Restorative justice “shifts the focus of discipline from punishment to learning and from the individual to the community,” Shane Safir, founder of the San Francisco-based June Jordan School for Equity, explained in Education Week.
“(Restorative justice) embraces the philosophy and belief that if we can strengthen relationships within our community, then we’re strengthening our community,” said Chandra Cooper, director of multi-tiered systems of support for PPS. In some classrooms, teachers are ditching desks and relying more on talking circles, where students come together in a circle to share thoughts and practice good communication habits with each other. “It’s really being able to center student voices and creating a space that feels safe for students, that creates a sense of belonging, and that students start to be able to voice when things are coming up for them or when things don’t seem right,” Cooper said.

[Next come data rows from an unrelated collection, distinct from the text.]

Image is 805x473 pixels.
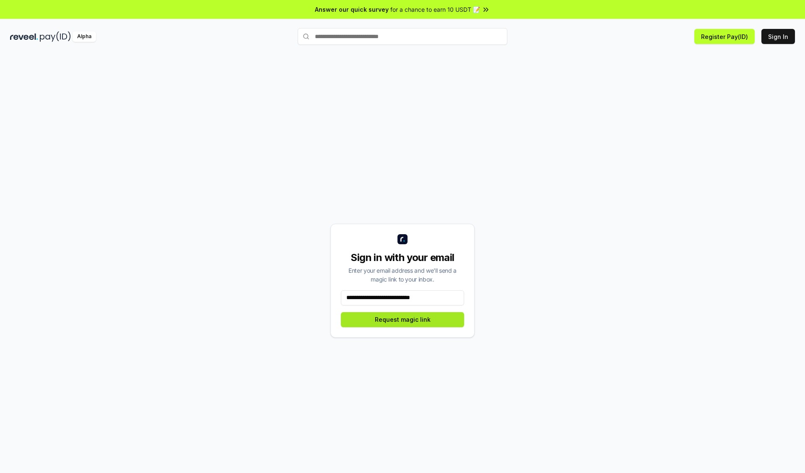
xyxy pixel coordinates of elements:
div: Enter your email address and we’ll send a magic link to your inbox. [341,266,464,284]
span: for a chance to earn 10 USDT 📝 [390,5,480,14]
button: Register Pay(ID) [694,29,755,44]
div: Sign in with your email [341,251,464,265]
div: Alpha [73,31,96,42]
img: logo_small [397,234,408,244]
img: pay_id [40,31,71,42]
button: Sign In [761,29,795,44]
img: reveel_dark [10,31,38,42]
span: Answer our quick survey [315,5,389,14]
button: Request magic link [341,312,464,327]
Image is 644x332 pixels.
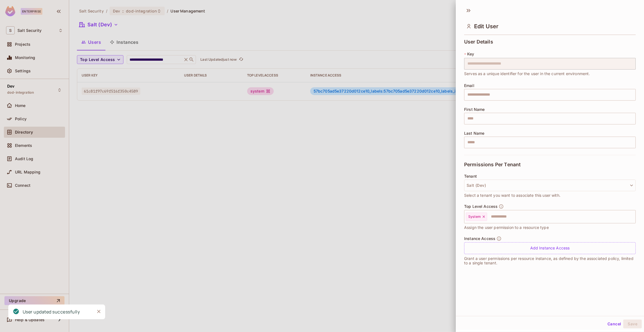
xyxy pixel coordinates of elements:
[464,131,484,135] span: Last Name
[464,174,477,179] span: Tenant
[464,256,636,265] p: Grant a user permissions per resource instance, as defined by the associated policy, limited to a...
[624,319,642,328] button: Save
[464,236,495,241] span: Instance Access
[464,83,474,88] span: Email
[464,107,485,112] span: First Name
[467,52,474,56] span: Key
[464,179,636,191] button: Salt (Dev)
[464,242,636,254] div: Add Instance Access
[469,214,480,219] span: System
[605,319,624,328] button: Cancel
[94,307,103,315] button: Close
[464,71,591,77] span: Serves as a unique identifier for the user in the current environment.
[464,192,561,198] span: Select a tenant you want to associate this user with.
[23,308,80,315] div: User updated successfully
[633,216,634,217] button: Open
[474,23,499,30] span: Edit User
[464,224,549,231] span: Assign the user permission to a resource type
[464,162,521,168] span: Permissions Per Tenant
[466,212,488,221] div: System
[464,204,498,208] span: Top Level Access
[464,39,493,45] span: User Details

PPS’s substance abuse policy will also lean more on intervention and support than punitive responses.
“We are looking at this as an opportunity to provide prevention and intervention,” said Brenda Martinek, who leads PPS’s Office of Student Support. “There’s very little research that shows exclusionary discipline like suspension changes student behavior, especially when there’s substance use, and it can actually perpetuate drop out and it can actually increase substance use.”
Data for the current academic year isn’t available yet, but schools have reported increased outbursts and fighting among students. In fact, the latest Portland school budget includes extra staffing to implement restorative justice in response to heightened behavioral issues at middle schools.
In Clackamas County, Oregon Trail School District said students had more behavioral challenges returning from distance learning.
“What principals and teachers noticed post-CDL was that children were not as skilled at interacting with one another as they were pre-CDL,” district communications director Julia Monteith said. “So, rather than disciplining students, they’ve been re-teaching a lot of those basic interpersonal skills.”
Oregon isn’t the only state using the legislative process to embrace alternative discipline.
As noted in 2018 by the Education Commission of the States, a national education policy group, 13 states considered legislation that would offer alternatives to school discipline in 2017. Four states successfully enacted new laws, while another four rejected the proposed legislation.